Issue:         PATHNAME-STREAM

References:    PATHNAME (p.413), also the introductory text right above
               it on the same page.
               Derived references: PARSE-NAMESTRING (p.414),
               MERGE-PATHNAMES (p.415), PATHNAME-HOST etc. (p.417),
               OPEN (p.418), WITH-OPEN-FILE (p.422),
               RENAME-FILE (p.423), DELETE-FILE (p.424)

Edit History:  Version 1 by Moon 11-May-87
               Version 2 by Masinter 29-May-87 (minor editing)
               Version 3 by Masinter 11-Jun-87 (minor editing)
               Version 4 by Masinter  8-Oct-87 (rewording)

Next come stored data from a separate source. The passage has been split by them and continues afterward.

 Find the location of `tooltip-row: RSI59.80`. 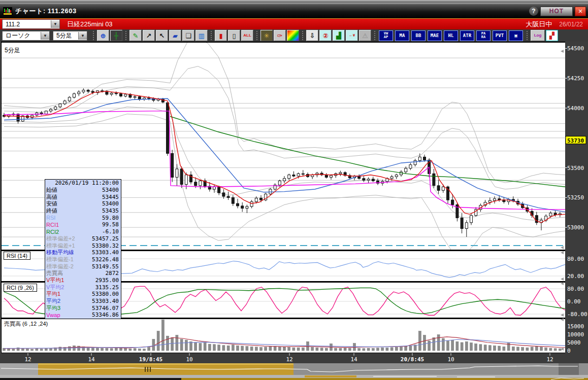

tooltip-row: RSI59.80 is located at coordinates (83, 218).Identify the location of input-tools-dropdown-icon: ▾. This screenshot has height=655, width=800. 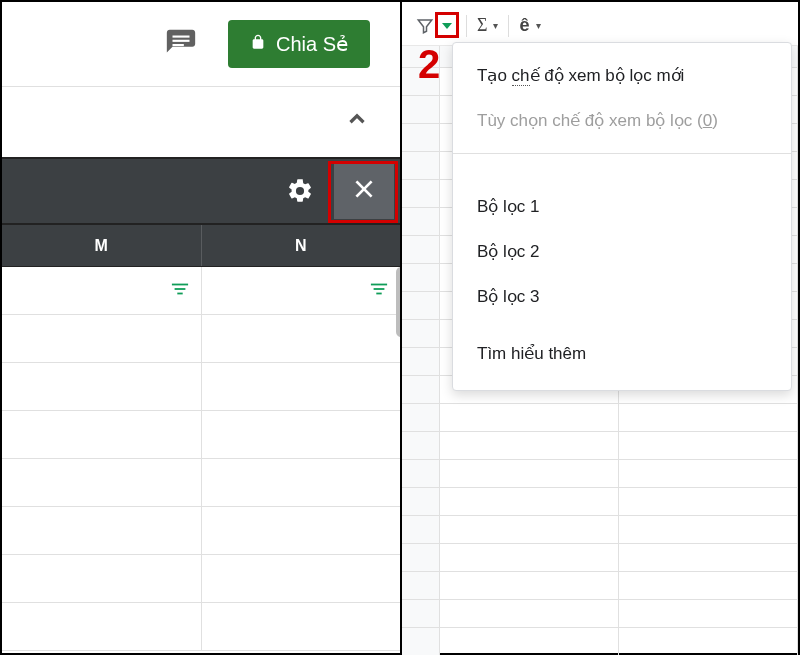
(538, 26).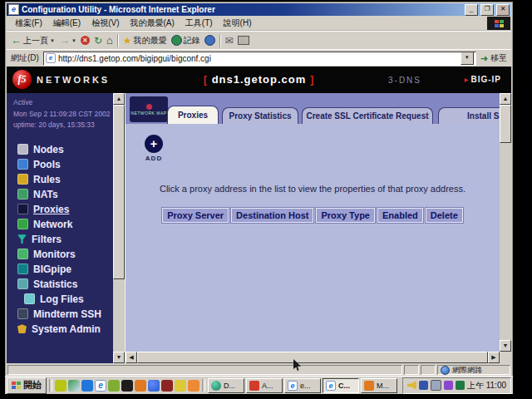 The width and height of the screenshot is (532, 399). What do you see at coordinates (52, 41) in the screenshot?
I see `back-dropdown-icon: ▼` at bounding box center [52, 41].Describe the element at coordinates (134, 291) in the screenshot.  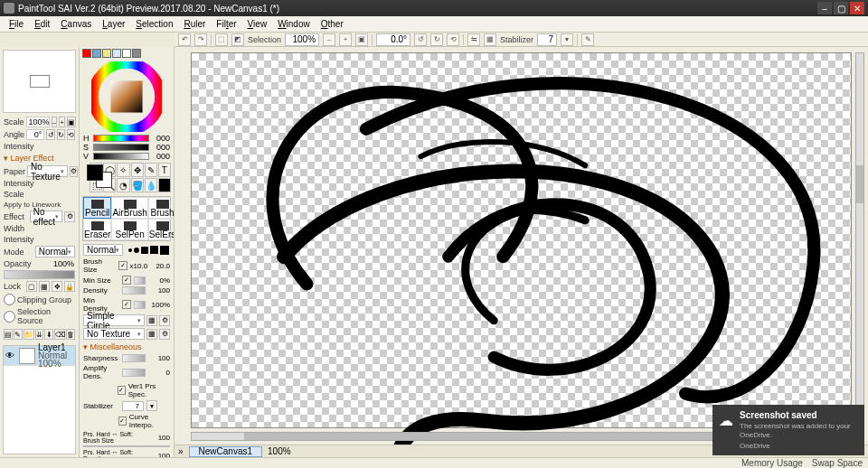
I see `density-slider` at that location. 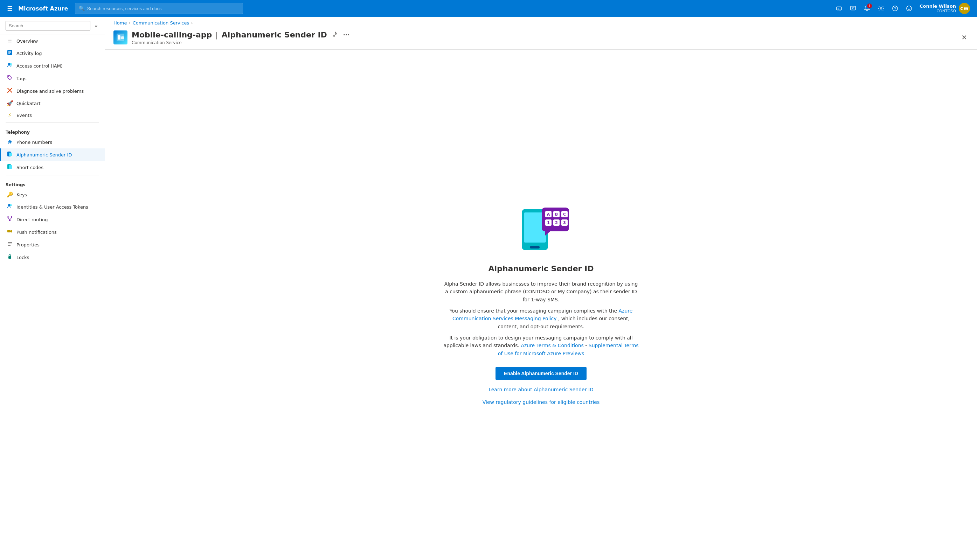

Category:     	CHANGE/CLARIFICATION

Problem Description:

CLtL says that a stream can be used as an argument and converted to a
pathname, but many sources or sinks of data that streams might be
connected to have no pathnames associated with them; for example,
streams created with make-two-way-stream or open-string-stream. There is
no reasonable way to coerce such a stream to a pathname.

Proposal PATHNAME-STREAM:FILES-ONLY:

Clarify that the use of a stream as an argument that expects a pathname
(as described on p413 of CLtL) only applies to streams that are
originally opened by use of the OPEN, WITH-OPEN-FILE or the like. For
example, it is an error to attempt to obtain a pathname from a
two-way-stream or a string-stream. 

Rationale:

This is probably what the designers of Common Lisp intended. This is the
only thing that can be implemented without large changes to the language
such as extending pathnames to things other than files. 

Current Practice:

Some systems signal an error if a non-file stream is used as a pathname.

Adoption Cost:

Since the proposal says only "is an error" rather than "signals an
error", no implementations need change.

Benefits:

The description of pathname functions will make more sense.

Conversion Cost:  None.  

Aesthetics: Makes language a little cleaner.

Discussion: The cleanup committee supports this clarification.